Breathe (Colorado Mountain #4)(25)
It occurred to me, right then, that he was teasing me. Just a little bit but he still was.
And he said straight out he went after the boy for me, which was super nice.
This made me more nervous, the good kind so, of course, I kept talking.
“Right then. Also, I will point out, when we first saw him, you put your hand to your gun. So it could be me shouting at him that terrified him. But you have to admit it could also be you not only having a gun, but putting your hand to it when you saw him. Then you chasing him and being bigger, stronger and faster than me, and, I’ll repeat, doing this in the possession of a weapon.”
“I’ll give you that too and it’d suck, I freaked the kid out but no way I’m gonna be in an alley in the middle of the night or at any time with a pretty woman, hear a crash, know an unidentified person was in the alley and not go for my gun. So, I get the chance, I’ll apologize to the kid. What I won’t do is apologize to you.”
Holy frak!
Not only was my ass now sweet, I was now a pretty woman.
What was going on?
No, no, I didn’t want to know. Chace could be sweet or quiet or soft and then he’d switch off, go remote, get mean or walk away.

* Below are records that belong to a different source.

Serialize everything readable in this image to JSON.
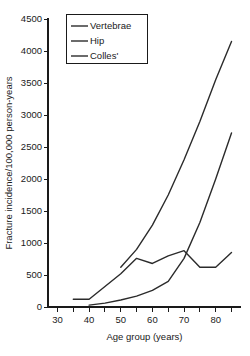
{
  "chart_data": {
    "type": "line",
    "title": "",
    "xlabel": "Age group (years)",
    "ylabel": "Fracture incidence/100,000 person-years",
    "xlim": [
      27,
      88
    ],
    "ylim": [
      0,
      4500
    ],
    "xticks_major": [
      30,
      40,
      50,
      60,
      70,
      80
    ],
    "xtick_labels": [
      "30",
      "40",
      "50",
      "60",
      "70",
      "80"
    ],
    "xticks_minor": [
      35,
      45,
      55,
      65,
      75,
      85
    ],
    "yticks": [
      0,
      500,
      1000,
      1500,
      2000,
      2500,
      3000,
      3500,
      4000,
      4500
    ],
    "ytick_labels": [
      "0",
      "500",
      "1000",
      "1500",
      "2000",
      "2500",
      "3000",
      "3500",
      "4000",
      "4500"
    ],
    "grid": false,
    "legend_position": "top-left",
    "series": [
      {
        "name": "Vertebrae",
        "color": "#2b2b2b",
        "x": [
          50,
          55,
          60,
          65,
          70,
          75,
          80,
          85
        ],
        "values": [
          620,
          900,
          1280,
          1750,
          2300,
          2900,
          3550,
          4150
        ]
      },
      {
        "name": "Hip",
        "color": "#2b2b2b",
        "x": [
          40,
          45,
          50,
          55,
          60,
          65,
          70,
          75,
          80,
          85
        ],
        "values": [
          30,
          60,
          110,
          170,
          260,
          400,
          760,
          1320,
          2000,
          2720
        ]
      },
      {
        "name": "Colles'",
        "color": "#2b2b2b",
        "x": [
          35,
          40,
          45,
          50,
          55,
          60,
          65,
          70,
          75,
          80,
          85
        ],
        "values": [
          120,
          120,
          320,
          520,
          760,
          680,
          800,
          880,
          620,
          620,
          850
        ]
      }
    ]
  },
  "legend": {
    "entries": [
      {
        "label": "Vertebrae"
      },
      {
        "label": "Hip"
      },
      {
        "label": "Colles'"
      }
    ]
  },
  "axes": {
    "x_title": "Age group (years)",
    "y_title": "Fracture incidence/100,000 person-years"
  }
}
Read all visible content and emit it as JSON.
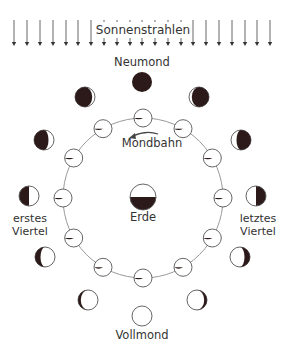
{
  "colors": {
    "dark": "#2b1a19",
    "light": "#ffffff",
    "outline": "#555555",
    "orbit": "#9a9a9a",
    "arrow": "#444444",
    "text": "#333333"
  },
  "sun": {
    "label": "Sonnenstrahlen",
    "arrow_x": [
      14,
      27,
      40,
      53,
      66,
      78,
      91,
      104,
      117,
      130,
      142,
      155,
      168,
      181,
      193,
      206,
      219,
      232,
      245,
      257,
      270
    ],
    "arrow_top": 20,
    "arrow_bottom": 46
  },
  "labels": {
    "new_moon": "Neumond",
    "orbit": "Mondbahn",
    "earth": "Erde",
    "first_quarter_1": "erstes",
    "first_quarter_2": "Viertel",
    "last_quarter_1": "letztes",
    "last_quarter_2": "Viertel",
    "full_moon": "Vollmond"
  },
  "earth": {
    "cx": 143,
    "cy": 197,
    "r": 13
  },
  "orbit": {
    "cx": 143,
    "cy": 198,
    "r": 80,
    "moon_r": 9,
    "count": 12
  },
  "outer_phases": [
    {
      "name": "Neumond",
      "cx": 142,
      "cy": 82,
      "lit": "none"
    },
    {
      "name": "zunehmende Sichel",
      "cx": 85,
      "cy": 97,
      "lit": "right-thin"
    },
    {
      "name": "zunehmende Sichel 2",
      "cx": 44,
      "cy": 140,
      "lit": "right-crescent"
    },
    {
      "name": "erstes Viertel",
      "cx": 29,
      "cy": 196,
      "lit": "right-half"
    },
    {
      "name": "zunehmender Mond",
      "cx": 45,
      "cy": 257,
      "lit": "left-gibbous-dark-left"
    },
    {
      "name": "fast Vollmond zunehmend",
      "cx": 88,
      "cy": 300,
      "lit": "dark-left-thin"
    },
    {
      "name": "Vollmond",
      "cx": 142,
      "cy": 316,
      "lit": "full"
    },
    {
      "name": "fast Vollmond abnehmend",
      "cx": 197,
      "cy": 300,
      "lit": "dark-right-thin"
    },
    {
      "name": "abnehmender Mond",
      "cx": 240,
      "cy": 257,
      "lit": "dark-right-gibbous"
    },
    {
      "name": "letztes Viertel",
      "cx": 256,
      "cy": 196,
      "lit": "left-half"
    },
    {
      "name": "abnehmende Sichel 2",
      "cx": 241,
      "cy": 140,
      "lit": "left-crescent"
    },
    {
      "name": "abnehmende Sichel",
      "cx": 199,
      "cy": 97,
      "lit": "left-thin"
    }
  ]
}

I wasn’t going to go there. Not again.
So I went somewhere else.
“I know you find it hilarious that Dobie Gray moves me but, for your information, life is pretty crazy right now. Not to mention I’m worried about some kid I don’t know, like super worried so even the littlest thing might set me off. Including Dobie Gray.”
This, of course, was me defending my reaction to a lie I’d told him about a song I wasn’t listening to, but I thought it was my best course at that moment.
It was, I would find, not.
His brows drew together and he asked, “Life is pretty crazy?”
Fabulous.
More proof lying got you into trouble in a variety of ways.
“Yes,” I answered, luckily not a lie, and said no more.
“Your life?” he enquired, sounding incredulous. I shifted my booty in my seat and squared my shoulders all while I watched Chace shift slightly up in his. His eyes lit and he muttered, “Christ, here we go. Backbone.”
At his mutter, I got it.
And it irritated me.
Therefore, I snapped, “Is it that surprising I have a backbone?”
“Well… yeah.”
“Why?” I kept snapping.
“Baby,” he said softly and gave me another baby and it was soft so I felt my heart skip, “you live in a book.”
I ignored my reaction to him calling me baby and replied, “I might do that but I still live and to live, walk, talk, breathe, eat, you have to have a backbone.”
“I think, pretty much, of all of that, you need it just to walk,” he returned, lips tipped up again. He was teasing me again, I liked it again but still, I felt myself glaring.
I was uncertain if I’d ever glared at anyone who wasn’t related to me.
But I was certain I was glaring at Chace Keaton right then.
“Are you making fun of me?” I asked sharply.
“No,” he answered, his lips still tipped up.
“Then why are you grinning?”
“’Cause you’re cute and you’re cuter when you get pissed though that’s debatable since you’re cute a lot.”
Now I was cute?
What was going on?
I felt my brows snap together and I asked, “Do you have multiple personalities?”
“Not that I know of,” he answered instantly.
“I suggest you get checked out,” I shot back then watched as he threw back his head and laughed.
I took an angry sip of coffee. Even delicious La-La Land coffee, and Chace looking and sounding gorgeous while laughing, didn’t make me any less peeved so I was glaring at him still when he stopped laughing.
I was also ready for him.
“Why are you here, bringing me coffee?”
He answered immediately, “At first it was ’cause I saw you sittin’ here in the cold so I got you a coffee and came to tell you that you didn’t have to sit here in the cold since I set up cameras.”
He lifted his coffee cup but his long, attractive index finger (yes, he even had an attractive index finger) was extended and pointing through my windshield. I followed it and screwed up my eyes to look and, indeed, there they were. In the upper corner of the library, three cameras pointed in different directions aimed around and at the return bin.
“Feeds go to a tape,” he continued and I looked back at him. “Interns at the Station can scroll through ‘em. They see the kid, they alert me or Frank. We got an image of him, it’s better than the sketch, we might be able to get a hit on missing persons or runaways in a national database. We get a direction coming or going, I can put up more cameras, different places, different angles, find out which direction he heads here from and if he goes back the same way.”
“Oh,” I whispered.
“That was why I’m here bringing you coffee until you told me your life is pretty crazy,” he went on. “Now I’m here to listen to why your life is pretty crazy.”
“It’s nothing,” I blew it off.
“It’s something if Dobie Gray sets you into the dark night putting yourself in danger in order to brood.”